Poems made of images rather than words

MOST of Ren'e Magritte's paintings, if they had been made of words instead of paint, would surely have begun with the inter-rogative, ``What if . . . ?'' What if a table could stand on top of an apple? What if a glass of water is balanced on an opened umbrella? What if a rose is large enough to fill an entire room (or the room so small that it can only contain a rose)? What if leather boots have human toes? What if a tuba bursts into flames? And what if nighttime and daytime are simultaneous and in the same place?

This Belgian-born artist's aim was to make ``unexpected images of the unknown.'' But he disliked the fantastic. He arrived at the unfamiliar via the very familiar, even the banal. If his pictures seemed to others defiant of common sense, so, he countered, is the world defiant of common sense.

The visible world is full of illusions and contradictions, nonsensical and illogical connections -- but we are so accustomed to them that we scarcely notice them. Magritte's paintings surprise the spectator into a state of mystification about what had previously seemed self-explanatory.

At the end of her book about Magritte, Suzi Gablik quoted the artist saying that in painting what matters is ``the power of enchantment.'' Then she went on to quote Elizabeth Bowen's comment on this ``power'': ``Where would Wonderland be without the dogmatic lucidity of the temperamentally unadventurous Alice?''

Magritte approached his painting-land in precisely this spirit. He disclaimed ``meaning'' and ``symbolism.'' He wasn't interested in painting for its own sake, or in stylistic originality. He refuted dreams as a source of imagery. He denied painting ``ideas.'' What he painted was images. He explored (with an inventiveness always tempered by his ``dogmatic lucidity'') the apparent freedom granted to objects when they become painted images instead of actual objects. What is possible to ``objects'' in a painting comes closer to what is possible to them in the imagination. He thought of his paintings as poems made of images rather than words.

Ms. Gablik, talking of his use of the double-image (where two images inhabit the same object -- a bottle is a woman, for instance, or a top hat is a head), writes that he used it as ``an instrument of metaphysical knowledge, to evoke the power of thought, which is capable of being in two places at the same time.''

As for ``L'empire des lumi`eres'' (``The Empire of Lights''), Magritte himself commented: ``. . . what is represented in the picture'' (and he is referring to a number of versions and variations) ``are the things I ideated, i.e., a nighttime landscape and a sky such as we see during the day. The landscape evokes night and the sky evokes day.

``I find this evocation of night and day is endowed with the power to surprise and enchant us. I call this power: poetry.

``If I believe this evocation has such poetic power, it is because, among other reasons, I have always felt the greatest interest in night and in day, yet without ever having preferred one to the other.

``This great personal interest in night and day is a feeling of admiration and astonishment.''

According to our localized physical experience, night and day happen at different times. A broader view is that in fact they occur at the same time but in different places. What if art made them happen in the same place?

Perhaps the strangest thing about ``The Empire of Lights'' is that rather than seeming peculiar, or dislocated in some way, it seems perfectly natural. It does not provoke a sense of disturbance as many of Magritte's paintings do. Instead it seems that he has found a way of balancing the open sunlit sky with the secrets and cosy intimacy of night, with its streetlamps and warmly lit windows. If the effect is surprising, it is not dismaying. It is imagination having the best of two worlds.

Time and space seem suspended. The world seems a place both exterior and interior -- its unquestioned objectivity seen, without resort to the fantastic, as highly subjective.

Of another painting, Magritte observed that it ``is how we see the world: We see it as being outside ourselves even though it is only a mental representation of it that we experience inside ourselves.'' Through painted images he was able to convey this truism, and to do so with all the appearance of a prosaic dispassion. Nevertheless, the result, as here, is often a kind of enchantment.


## Work to be completed
Write out each record exactly as given, but do not include the pictures.

[Dataset records on visual material]

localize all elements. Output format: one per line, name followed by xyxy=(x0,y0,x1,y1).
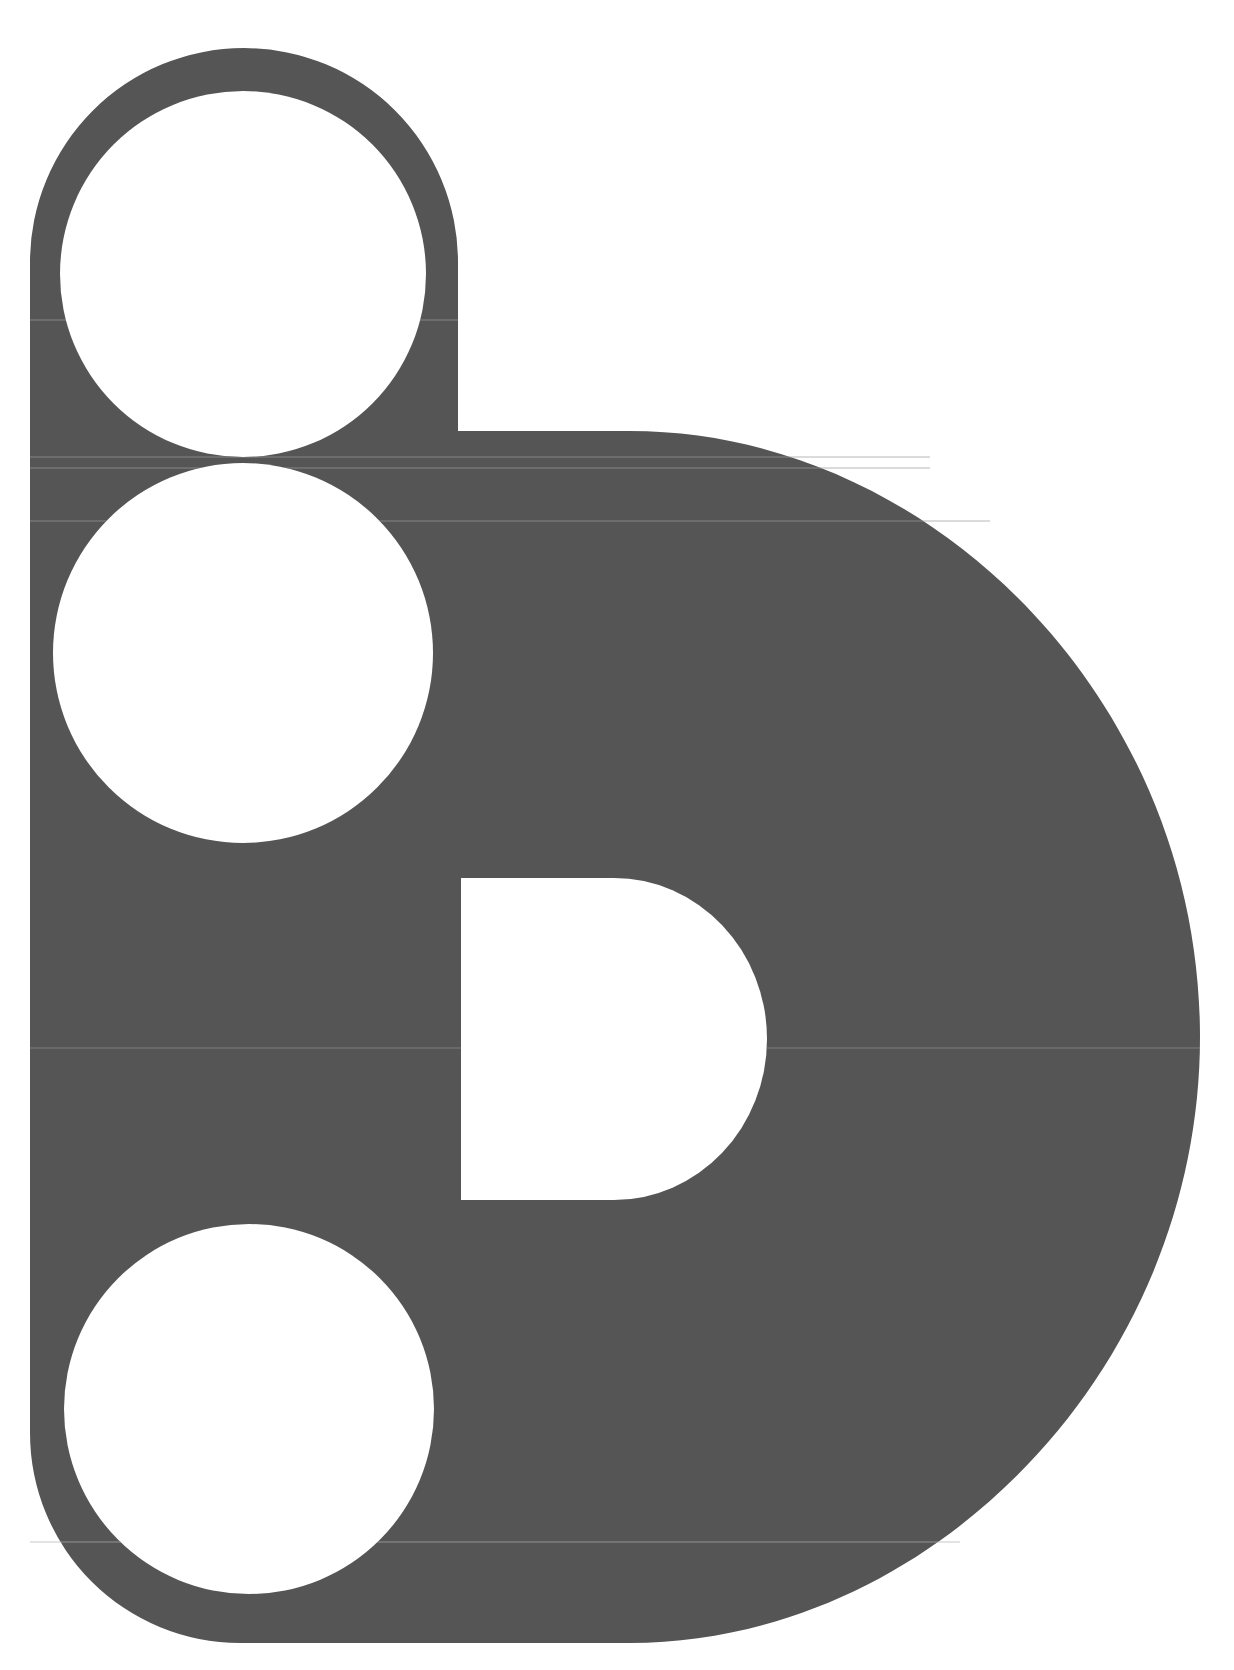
logo-mark xyxy=(0,0,1234,1670)
letter-d-logo-icon xyxy=(0,0,1234,1670)
d-shape-body xyxy=(30,48,1200,1643)
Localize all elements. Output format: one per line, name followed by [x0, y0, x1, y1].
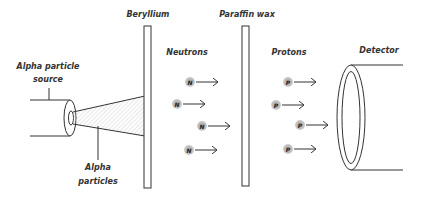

## Response below
localize all elements. Output format: one per line, name followed by xyxy=(x0,y0,x1,y1).
logo-mark xyxy=(0,0,1234,1670)
letter-d-logo-icon xyxy=(0,0,1234,1670)
d-shape-body xyxy=(30,48,1200,1643)
Localize all elements. Output format: one per line, name followed by [x0, y0, x1, y1].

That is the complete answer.